In Popular Culture
Jez Lowe's song "The Sea and the Deep Blue Devil" is written from the point of view of a Bevin Boy who loses his girlfriend to a more glamorous Royal Navy recruit.
Roll of Honour was never to be,For black Bevin Boys such as we,
Oh, the seams were no match for the sea,
And the deep blue devil.
Huw Pudner and Chris Hastings have written a folk song called "The Bevin Boys":
And it's down down down we goInto the darkness down below
I got called up but I got sent down
The Bevin Boys are going underground
Douglas Livingstone's radio play, Road to Durham, is a fictional account of two former Bevin Boys, now in their eighties, as they visit the Durham Miners' Gala.
Read more about this topic: Bevin Boys
Famous quotes containing the words popular and/or culture:
“All official institutions of language are repeating machines: school, sports, advertising, popular songs, news, all continually repeat the same structure, the same meaning, often the same words: the stereotype is a political fact, the major figure of ideology.”
—Roland Barthes (19151980)
“Culture is the suggestion, from certain best thoughts, that a man has a range of affinities through which he can modulate the violence of any master-tones that have a droning preponderance in his scale, and succor him against himself. Culture redresses this imbalance, puts him among equals and superiors, revives the delicious sense of sympathy, and warns him of the dangers of solitude and repulsion.”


#### Task description
Images don't belong in the copy. Output the rest of the data exactly.
=== Data for the task ===
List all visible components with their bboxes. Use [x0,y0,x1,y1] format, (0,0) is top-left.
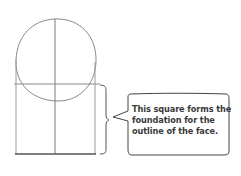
callout-line-2: foundation for the [132,115,228,126]
callout-line-3: outline of the face. [132,126,228,137]
callout-text: This square forms the foundation for the… [132,104,228,136]
callout-line-1: This square forms the [132,104,228,115]
head-circle [16,19,96,101]
face-construction-diagram [0,0,241,176]
brace [100,85,109,154]
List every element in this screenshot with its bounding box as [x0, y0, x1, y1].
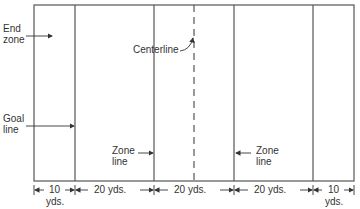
zone-line-right-label-line1: Zone: [256, 145, 279, 156]
dim-zone-1: 20 yds.: [93, 184, 127, 195]
zone-line-left-label: Zone line: [112, 145, 135, 167]
zone-line-right-label: Zone line: [256, 145, 279, 167]
goal-line-label: Goal line: [3, 113, 24, 135]
goal-line-label-line1: Goal: [3, 113, 24, 124]
field-diagram: [0, 0, 360, 209]
zone-line-right-label-line2: line: [256, 156, 279, 167]
dim-zone-2: 20 yds.: [173, 184, 207, 195]
centerline-label: Centerline: [133, 44, 179, 55]
goal-line-label-line2: line: [3, 124, 24, 135]
end-zone-label: End zone: [3, 23, 25, 45]
zone-line-left-label-line1: Zone: [112, 145, 135, 156]
dim-end-zone-right-unit: yds.: [324, 196, 344, 207]
end-zone-label-line2: zone: [3, 34, 25, 45]
dim-end-zone-right: 10: [327, 184, 340, 195]
dim-end-zone-left-unit: yds.: [45, 196, 65, 207]
dim-zone-3: 20 yds.: [253, 184, 287, 195]
centerline-arrow: [180, 38, 193, 51]
zone-line-left-label-line2: line: [112, 156, 135, 167]
dim-end-zone-left: 10: [48, 184, 61, 195]
end-zone-label-line1: End: [3, 23, 25, 34]
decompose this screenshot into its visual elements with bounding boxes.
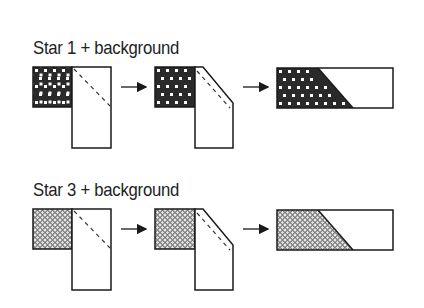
row2-step2 <box>155 209 233 290</box>
row2-step1 <box>33 209 111 290</box>
row1-step3 <box>277 68 393 108</box>
row1-step2 <box>155 67 233 148</box>
row1-step1 <box>33 67 111 148</box>
row2-step3 <box>277 210 393 250</box>
diagram-canvas <box>0 0 424 308</box>
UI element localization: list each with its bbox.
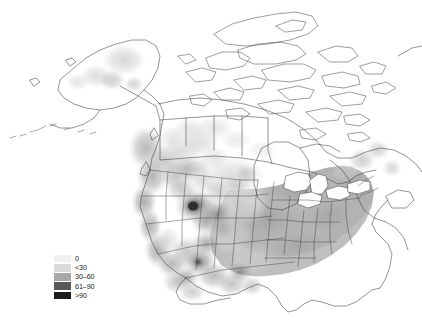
legend-label-4: >90 [75,292,87,299]
density-legend: 0 <30 30–60 61–90 >90 [54,254,114,300]
legend-label-1: <30 [75,264,87,271]
legend-label-0: 0 [75,255,79,262]
legend-row: 0 [54,254,114,263]
legend-swatch-4 [54,292,71,300]
legend-row: 30–60 [54,272,114,281]
legend-swatch-2 [54,273,71,281]
legend-label-3: 61–90 [75,283,95,290]
north-america-density-map: 0 <30 30–60 61–90 >90 [0,0,422,329]
legend-swatch-1 [54,264,71,272]
legend-swatch-0 [54,255,71,263]
legend-row: 61–90 [54,282,114,291]
legend-label-2: 30–60 [75,273,95,280]
legend-row: >90 [54,291,114,300]
legend-swatch-3 [54,282,71,290]
legend-row: <30 [54,263,114,272]
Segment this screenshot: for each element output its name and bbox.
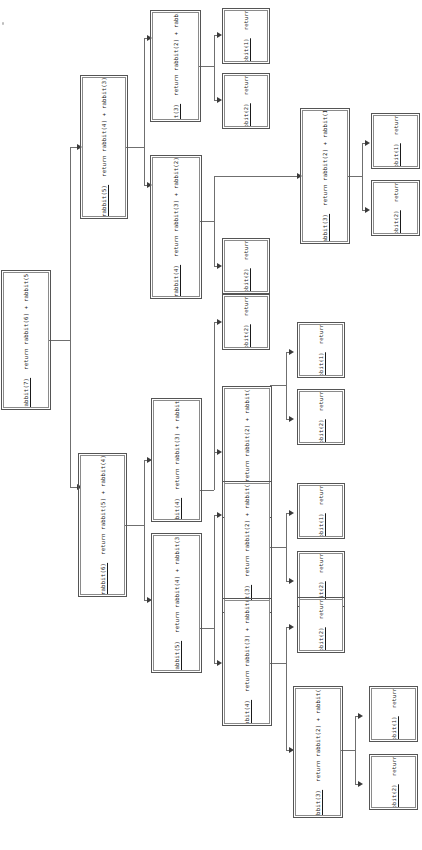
===
#### Answer below
List all visible components with their bboxes. Use [x0,y0,x1,y1] format, (0,0) is top-left.
callout-line-2: foundation for the [132,115,228,126]
callout-line-3: outline of the face. [132,126,228,137]
callout-text: This square forms the foundation for the… [132,104,228,136]
callout-line-1: This square forms the [132,104,228,115]
head-circle [16,19,96,101]
face-construction-diagram [0,0,241,176]
brace [100,85,109,154]
List every element in this screenshot with its bounding box as [x0, y0, x1, y1].
zone-line-right-label-line1: Zone: [256, 145, 279, 156]
dim-zone-1: 20 yds.: [93, 184, 127, 195]
zone-line-left-label: Zone line: [112, 145, 135, 167]
zone-line-right-label: Zone line: [256, 145, 279, 167]
goal-line-label: Goal line: [3, 113, 24, 135]
goal-line-label-line1: Goal: [3, 113, 24, 124]
field-diagram: [0, 0, 360, 209]
zone-line-right-label-line2: line: [256, 156, 279, 167]
dim-zone-2: 20 yds.: [173, 184, 207, 195]
centerline-label: Centerline: [133, 44, 179, 55]
goal-line-label-line2: line: [3, 124, 24, 135]
end-zone-label: End zone: [3, 23, 25, 45]
zone-line-left-label-line1: Zone: [112, 145, 135, 156]
dim-end-zone-right-unit: yds.: [324, 196, 344, 207]
end-zone-label-line2: zone: [3, 34, 25, 45]
dim-end-zone-right: 10: [327, 184, 340, 195]
dim-end-zone-left-unit: yds.: [45, 196, 65, 207]
dim-zone-3: 20 yds.: [253, 184, 287, 195]
centerline-arrow: [180, 38, 193, 51]
zone-line-left-label-line2: line: [112, 156, 135, 167]
dim-end-zone-left: 10: [48, 184, 61, 195]
end-zone-label-line1: End: [3, 23, 25, 34]
decompose this screenshot into its visual elements with bounding boxes.
row2-step2 <box>155 209 233 290</box>
row2-step1 <box>33 209 111 290</box>
row1-step3 <box>277 68 393 108</box>
row1-step2 <box>155 67 233 148</box>
row1-step1 <box>33 67 111 148</box>
row2-step3 <box>277 210 393 250</box>
diagram-canvas <box>0 0 424 308</box>
UI element localization: list each with its bbox.
legend-label-4: >90 [75,292,87,299]
density-legend: 0 <30 30–60 61–90 >90 [54,254,114,300]
legend-label-1: <30 [75,264,87,271]
legend-label-0: 0 [75,255,79,262]
legend-row: 0 [54,254,114,263]
legend-swatch-4 [54,292,71,300]
legend-row: 30–60 [54,272,114,281]
legend-swatch-2 [54,273,71,281]
legend-label-3: 61–90 [75,283,95,290]
north-america-density-map: 0 <30 30–60 61–90 >90 [0,0,422,329]
legend-swatch-1 [54,264,71,272]
legend-swatch-0 [54,255,71,263]
legend-row: 61–90 [54,282,114,291]
legend-label-2: 30–60 [75,273,95,280]
legend-row: >90 [54,291,114,300]
legend-swatch-3 [54,282,71,290]
legend-row: <30 [54,263,114,272]
Segment this screenshot: for each element output its name and bbox.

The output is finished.